As an ear, nose, and throat (ENT) surgeon, specializing in head and neck

cancers, he stayed away from power tools for most of his life. "I didn't want to cut a finger off," he says. Now, however, he has a full-fledged workshop—power tools and all. Above the shop is a writing studio for his wife, Kathleen, a retired nurse practitioner.

Raised on a dairy farm in Oklahoma, Geurkink jokes that one of the accomplishments of his career was that he didn't become a dairy farmer. But the Sooner State put a stamp on his medical career, since he earned his M.D. at the University of Oklahoma.

He arrived at Dartmouth in 1970 after four years at the Cleveland Clinic, two years in the U.S. Public Health Service, and his otolaryngology residency at the Mayo Clinic.

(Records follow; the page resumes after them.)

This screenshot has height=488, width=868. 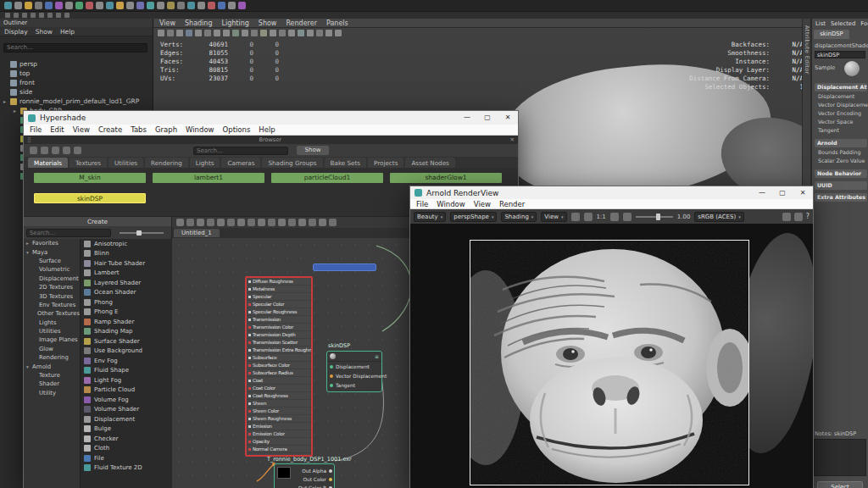 What do you see at coordinates (798, 217) in the screenshot?
I see `refresh-icon` at bounding box center [798, 217].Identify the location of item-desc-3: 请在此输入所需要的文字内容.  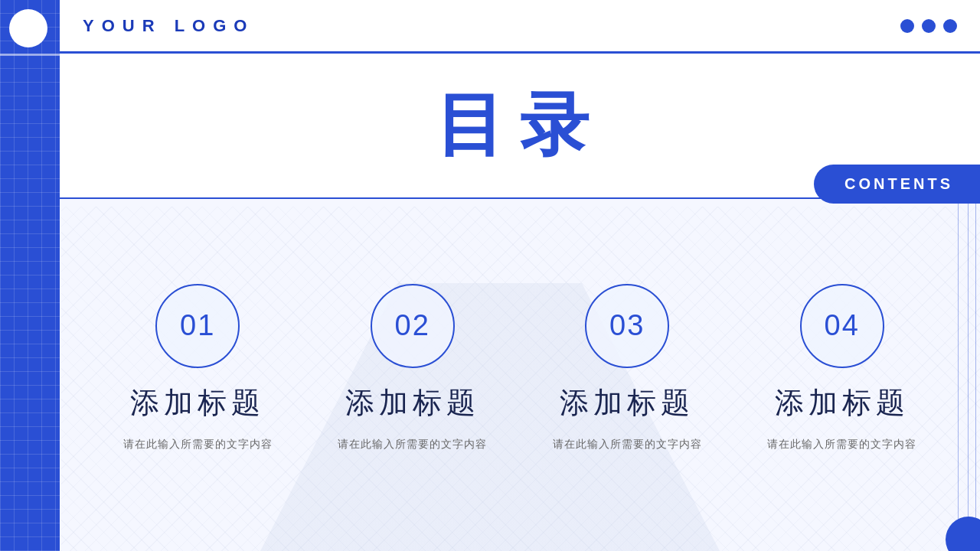
(628, 445).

Although Geurkink is enjoying retirement—taking time to smell the acre and a half of wildflowers he planted near his house—he looks back on his career at DHMC fondly. "I really like the collegiality of this place," he says. Geurkink was especially close to Dr. Samuel Doyle, who preceded him as section chief, and to Dr. Dudley Weider, a fellow ENT surgeon who died unexpectedly this past February (see the Spring 2005 issue of Dartmouth Medicine for more on Weider).

But most of all, Geurkink enjoyed his patients. "The people in the area, the patients, have been excellent," he says, adding that head-and-neck cancer surgeons often form close relationships with their patients. "You get as fond of them as a close relative," he says.